Coherence at the Sydney Opera House
Constraints in tension and the conditions for insight
Synthesis
May 17, 2024
At 183m long, 120m wide, 67m high, and consisting of 2,200 concrete ribs, the Sydney Opera House is both a World Heritage Building and one of the most iconic buildings in the world.
Yet the story of designing and building Sydney Opera House is a story of constraints in tension and probing for coherence.
Jørn Utzon, a Danish architect, won an international competition in 1957, to design the opera house. He imagined a beautiful arrangement of curved arches.
When sketches turned to conversations of budget, and the physics of building these curves, it didn't seem possible.
Aesthetics, Physics, and Budget were constraints in tension with each other.
Coherence, a concept from complexity theory, deals with the interplay of constraints and is described by Alicia Juarrero as:
“The emergence of organized, stable structures or patterns that arise from the interplay of constraints, rather than being imposed by external forceful causes.”
Incoherence is a deep line in the sand. Something incoherent is not possible. For example, a building design that literally defies gravity is incoherent with physics.
Coherence is a gradient. Something can be well within the realm of coherence or right on the border of coherence and incoherence. A small, one-storey house is well within the laws of physics, while the eventual opera house leans towards the "pushing the boundaries of physics as we knew them".
For the Sydney Opera House, any architectural design that met the budget and the laws of physics would have been coherent.
“I like to be at the edge of the possible.” Jørn Utzon
Initial sketches for the arches, based on conventional construction methods, were incoherent with physics; Utzon considered plywood ribs to form the arches, but they were determined to be structurally unsound given the size of the building.
Initial sketches were also incoherent with budget; cast-in place concrete, where a scaffolding in the shape of the arc would have been built and then ‘filled in’ with concrete, was too expensive.
A far-less iconic design would have been coherent with physics and the budget but incoherent with his vision.
For years, Utzon and his team explored different designs and construction methods.
Then Utzon found coherence at breakfast.
Utzon realised, while eating an orange, that translating the properties of an orange peel into the design of the opera house would be coherent with the aesthetics, budget, and physics (Sydney Opera House Utzon Design Principles).

Spherical geometry distributes weight evenly across the surface and requires less material to produce, making it strong and cost effective. Further, because the geometry was consistent, the sails could be ‘built up’ with individual concrete ribs, which enabled construction to happen off-site and to use the same molds, which dramatically reduced the cost.
There’s far more to the story about why this worked, but this isn’t a lesson about geometry, construction, or government budgets.
There's something far more important, repeatable, and practical.
Prior to the citrus-fuelled insight, Utzon deeply explored different designs and had conversations with funders, engineers, other architects, and builders. He explored the contours, the depths, and the edges of the three (and many more) constraints, and the ways in which they interacted.

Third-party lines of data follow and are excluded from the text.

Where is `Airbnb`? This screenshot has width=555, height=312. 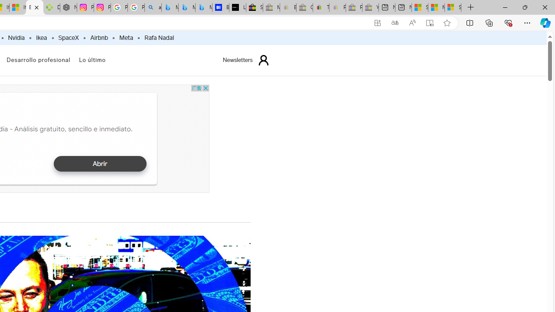
Airbnb is located at coordinates (99, 38).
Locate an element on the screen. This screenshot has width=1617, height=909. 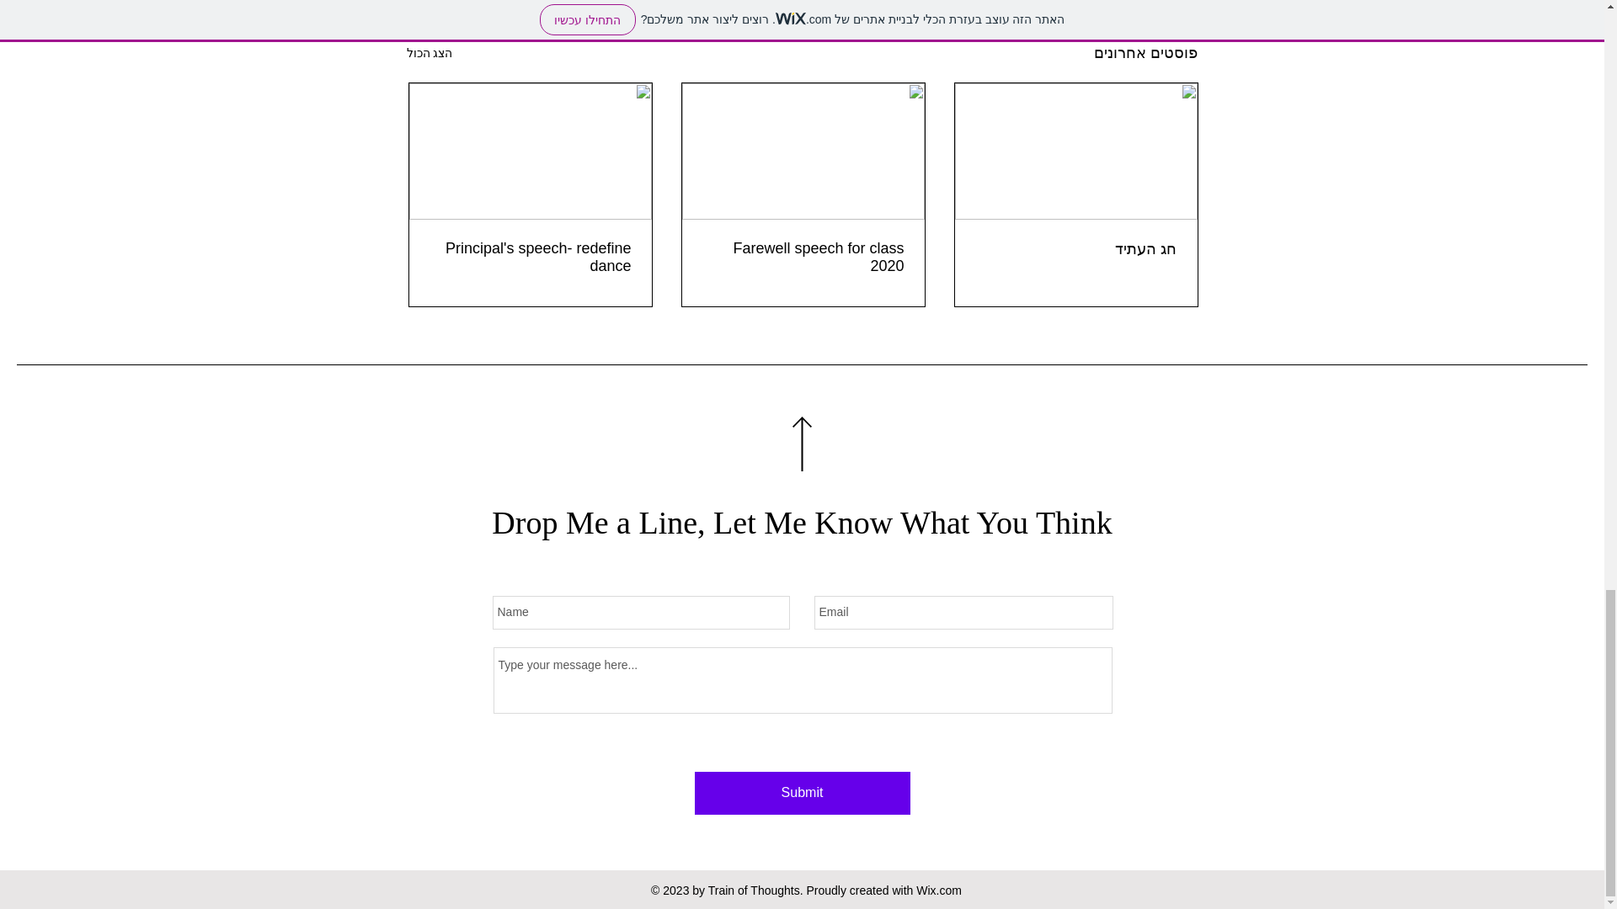
Farewell speech for class 2020 is located at coordinates (802, 258).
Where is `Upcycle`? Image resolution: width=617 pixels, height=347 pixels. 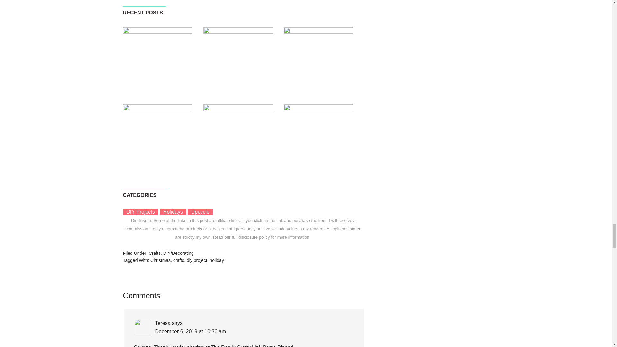
Upcycle is located at coordinates (200, 212).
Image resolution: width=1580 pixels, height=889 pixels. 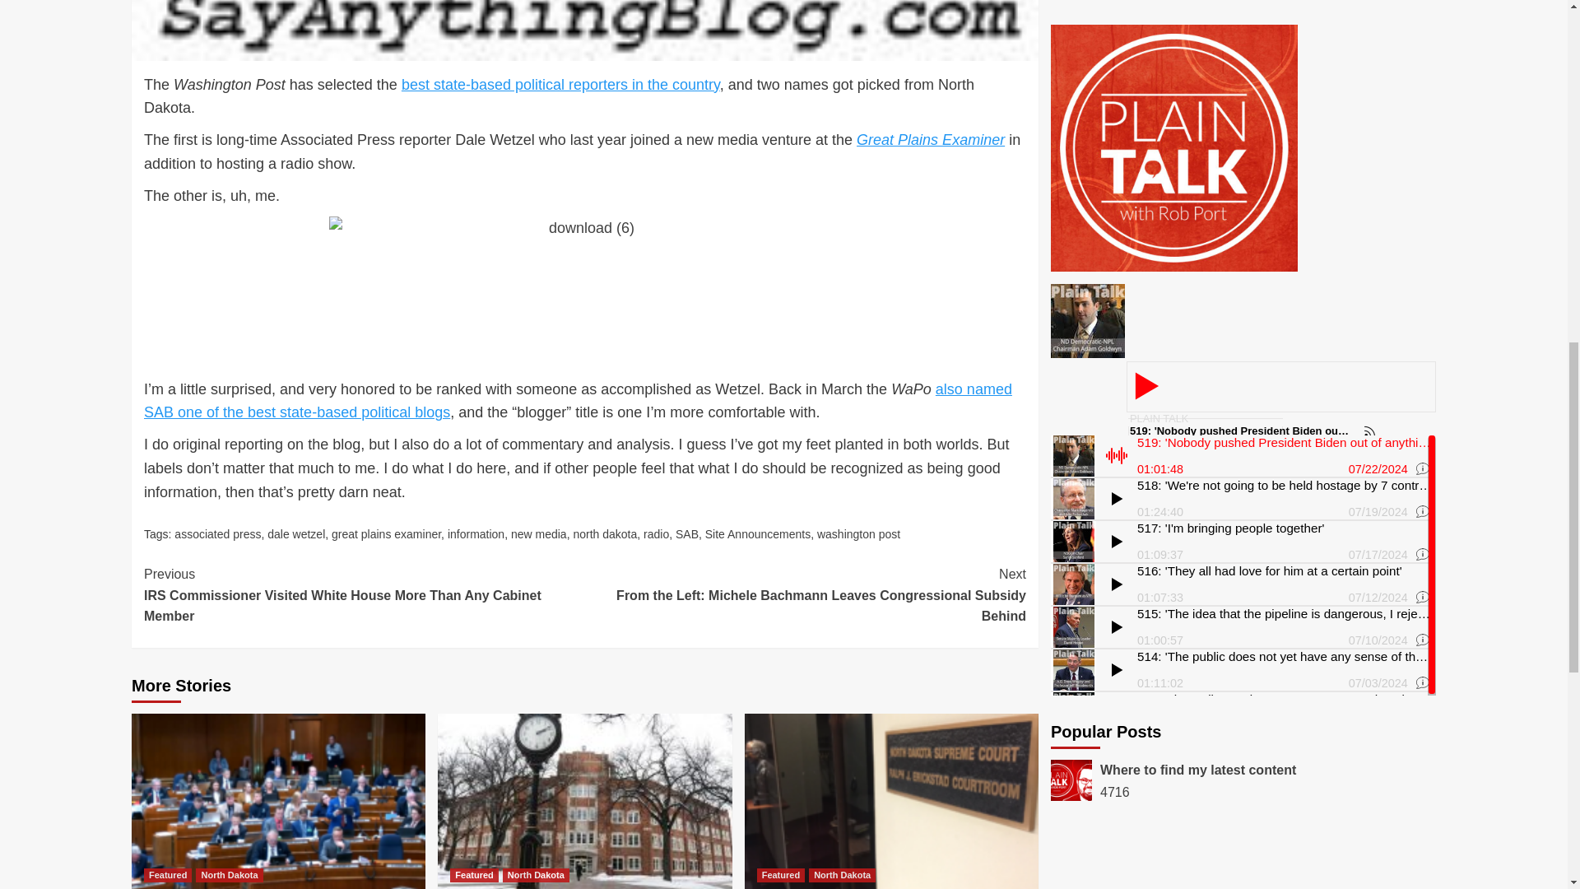 I want to click on great plains examiner, so click(x=386, y=533).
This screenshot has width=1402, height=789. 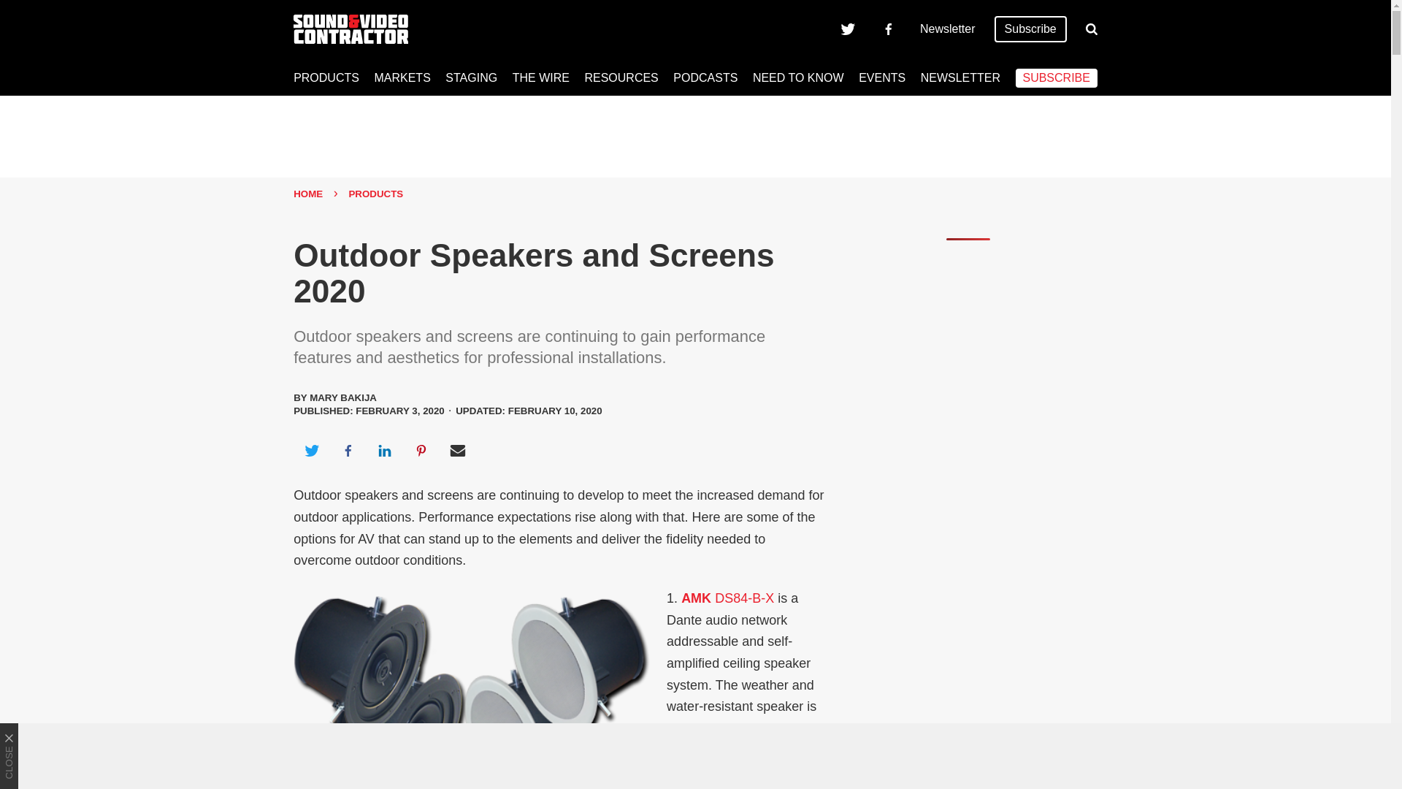 What do you see at coordinates (384, 450) in the screenshot?
I see `Share on LinkedIn` at bounding box center [384, 450].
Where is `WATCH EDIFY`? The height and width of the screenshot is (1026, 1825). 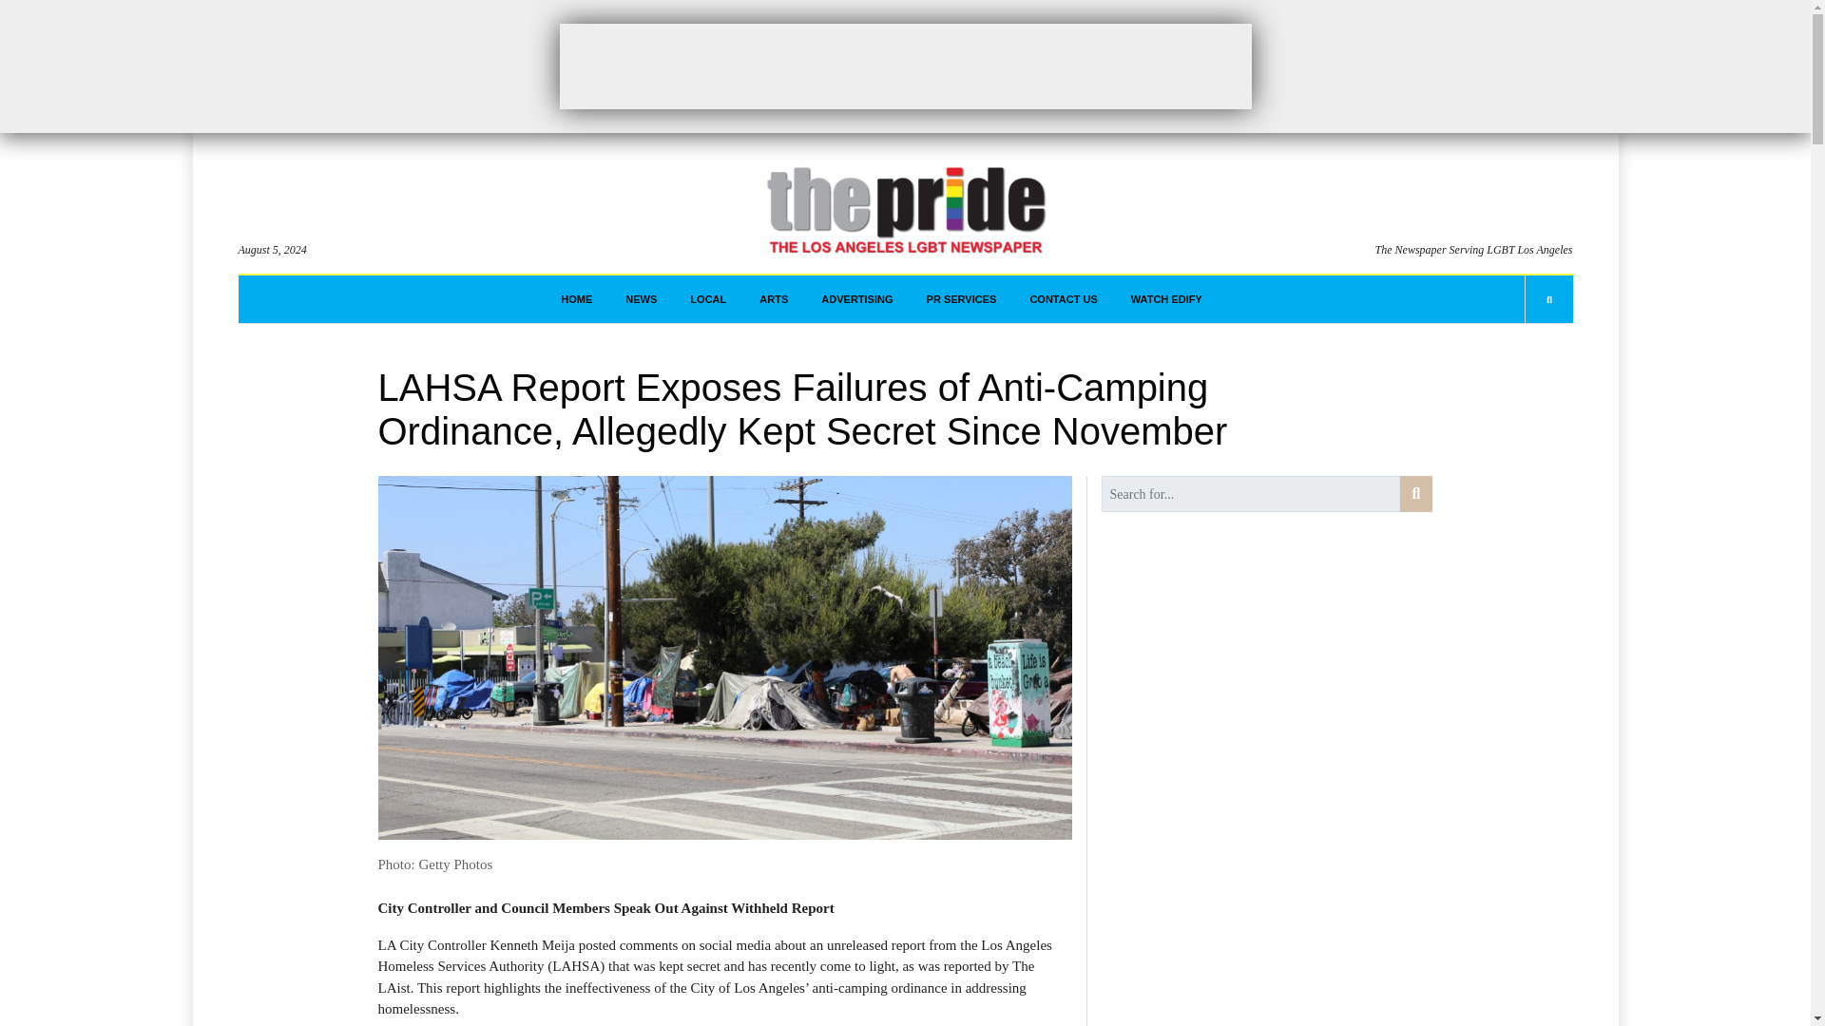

Having this understanding of constraints, when he peeled the orange, he had the insight, recognised the importance of the insight, and had the relationships and ability to translate the insight into the globally-recognised icon.*
Had Utzon not understood the constraints, the orange may just have been another orange, or the insight just another disregarded sketch.
Navigating complexity beyond the Opera House
When we recognise what we're dealing with as complex, we can't analyse, fully understand, make a plan, or engage with the situation in predictable ways.
Like navigating a yet-explored ocean, the place where aesthetics, budget, and physics overlapped was uncharted territory.
When we navigate complexity, we need to probe the system not just so that we can move the system in the direction we want, but to understand the constraints and their interactions. Utzon would have sketched a design and then gone to speak to engineers and contractors, who would tell him “yes, an arch of this angle is physically possible with this material, but it will cost [X]” or “yes, you can in-lay rebar in concrete as a way to stabilise the concrete, but the added weight would make the building structurally unsound in an earthquake”.
We often encounter complexity and moments when coherence doesn’t seem possible. It can feel like we’re grasping around in the dark. We often stay put, reaching out for any stable reference point to grab hold of, or taking a few steps only to retreat back to where we started, never making progress.
The next time you encounter complexity, think of Jørn and ask:
"Am I jumping from sketch to sketch?"
OR
"Am I probing my environment to explore the contours of the relevant constraints?"
Exploring the contours of constraints doesn’t often feel like progress.
But remember, Jørn (likely) ate many oranges in the years between winning the competition and the moment of insight.
You can't control a moment of insight; you can cultivate the conditions for it to happen.